RE: A Basic Definition of Spirituality (of True Faith)
May 31, 2026 at 6:28 pm
(This post was last modified: May 31, 2026 at 6:33 pm by Angrboda.)
(May 31, 2026 at 4:57 pm)Leonardo17 Wrote: And my point is: Before I even laid my hand on Gustave Le bon (which is a BS writer don’t even bother to read him), more spiritual teachings were already telling me that all of this is nonsense.
True spirituality is like true psychotherapy. It does liberate us from falsehoods and strengthens us in doing good-constructive deeds.
And this is my personal experience of it. I can’t really say that I can prove or demonstrate anything to you
This assumes there is a true spirituality which you can practice. The reality is you're simply reapplying spiritual techniques and understandings that someone else developed -- you're not creating anything based upon first person examination, you're using existing spiritual ideas as a bootstrap, with much the same problem as you have with reason. The spiritual techniques which, to be blunt, you are borrowing, not creating, are infected with the same viewpoint issues as secular rational bodies of knowledge. As a Hindu, I can tell you that the different Hindu schools all tell the tale of Hinduism and their Hindu rivals differently, reserving the crown jewel for whatever Hindu school the writer happens to subscribe to themselves. And Buddhism is the same way. Christianity, the same. And none of it is original. And this is because while you portray spirituality as something that you can practice fresh, without borrowing from others, you really can't. Sitting alone and contemplating will not get you a worthwhile spiritual practice. You'll simply end up stewing in whatever juices you've mentally accumulated over time. Like it or not, spirituality isn't a solitary practice. Spirituality is a social practice wherein groups, movements, institutions, and societies lay out both the basic blueprint and outline and on toward the details. You like to think that you're discovering and implimenting something authentic, but you're not; you're just combining old parts in your own unique way, without ever escaping the problems with those old parts. You may suggest that some commonality points toward a genuine core existing, but that's just a theory. It's far more likely that common core is simply a reflection of the fact that human nature expresses itself similarly within social processes, and a core of common items represents their greater evolutionary fitness within social process, regardless of whether those parts themselves have any inherent fitness or genuineness.
A good example is Zen Buddhism. The Zen Buddhist argues that by engaging in sitting practice, you are stripping away all artifice. But the theory and technique of this stripping away depends upon large chunks of metaphysical artifice, without which, zazen becomes just daydreaming.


* [EXERCISE GOAL] Transcribe every record as it stands and set the images aside.
⁂
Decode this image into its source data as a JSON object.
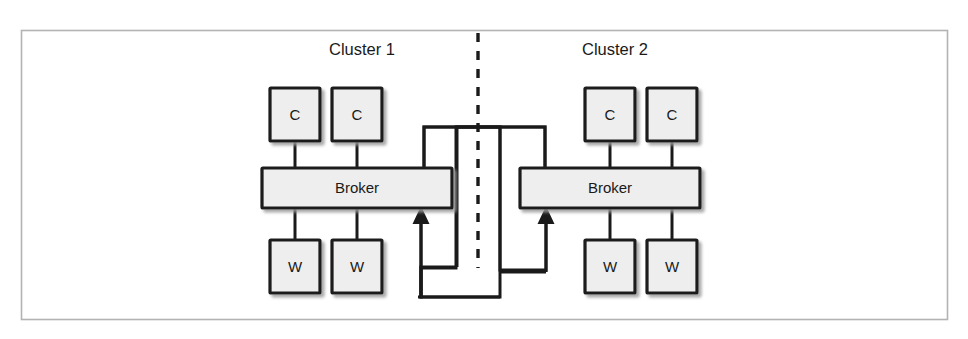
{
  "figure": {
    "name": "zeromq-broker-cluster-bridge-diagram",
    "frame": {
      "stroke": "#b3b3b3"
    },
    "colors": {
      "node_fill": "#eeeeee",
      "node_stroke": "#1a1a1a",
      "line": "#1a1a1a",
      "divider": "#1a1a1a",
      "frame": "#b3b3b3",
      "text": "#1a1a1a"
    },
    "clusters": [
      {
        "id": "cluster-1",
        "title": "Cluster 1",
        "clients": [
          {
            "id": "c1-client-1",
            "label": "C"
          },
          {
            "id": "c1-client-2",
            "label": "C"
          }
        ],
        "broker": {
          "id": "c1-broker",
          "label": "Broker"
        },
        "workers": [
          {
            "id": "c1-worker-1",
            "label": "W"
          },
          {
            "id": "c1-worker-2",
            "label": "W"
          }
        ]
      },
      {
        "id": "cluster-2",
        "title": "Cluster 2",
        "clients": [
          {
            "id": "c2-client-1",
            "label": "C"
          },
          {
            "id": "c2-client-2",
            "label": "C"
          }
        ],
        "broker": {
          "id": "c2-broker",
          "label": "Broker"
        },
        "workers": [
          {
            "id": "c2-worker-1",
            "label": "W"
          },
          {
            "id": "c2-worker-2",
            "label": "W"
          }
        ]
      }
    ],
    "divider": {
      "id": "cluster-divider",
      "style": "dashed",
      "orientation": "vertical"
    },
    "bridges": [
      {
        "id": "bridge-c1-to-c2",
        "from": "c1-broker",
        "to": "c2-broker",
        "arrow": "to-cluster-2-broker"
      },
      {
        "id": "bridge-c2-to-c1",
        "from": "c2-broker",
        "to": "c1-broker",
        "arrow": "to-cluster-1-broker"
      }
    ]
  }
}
⁂
* [WORKED SOLUTION]
Decode this image into its source data as a JSON object.
{
  "figure": {
    "name": "zeromq-broker-cluster-bridge-diagram",
    "frame": {
      "stroke": "#b3b3b3"
    },
    "colors": {
      "node_fill": "#eeeeee",
      "node_stroke": "#1a1a1a",
      "line": "#1a1a1a",
      "divider": "#1a1a1a",
      "frame": "#b3b3b3",
      "text": "#1a1a1a"
    },
    "clusters": [
      {
        "id": "cluster-1",
        "title": "Cluster 1",
        "clients": [
          {
            "id": "c1-client-1",
            "label": "C"
          },
          {
            "id": "c1-client-2",
            "label": "C"
          }
        ],
        "broker": {
          "id": "c1-broker",
          "label": "Broker"
        },
        "workers": [
          {
            "id": "c1-worker-1",
            "label": "W"
          },
          {
            "id": "c1-worker-2",
            "label": "W"
          }
        ]
      },
      {
        "id": "cluster-2",
        "title": "Cluster 2",
        "clients": [
          {
            "id": "c2-client-1",
            "label": "C"
          },
          {
            "id": "c2-client-2",
            "label": "C"
          }
        ],
        "broker": {
          "id": "c2-broker",
          "label": "Broker"
        },
        "workers": [
          {
            "id": "c2-worker-1",
            "label": "W"
          },
          {
            "id": "c2-worker-2",
            "label": "W"
          }
        ]
      }
    ],
    "divider": {
      "id": "cluster-divider",
      "style": "dashed",
      "orientation": "vertical"
    },
    "bridges": [
      {
        "id": "bridge-c1-to-c2",
        "from": "c1-broker",
        "to": "c2-broker",
        "arrow": "to-cluster-2-broker"
      },
      {
        "id": "bridge-c2-to-c1",
        "from": "c2-broker",
        "to": "c1-broker",
        "arrow": "to-cluster-1-broker"
      }
    ]
  }
}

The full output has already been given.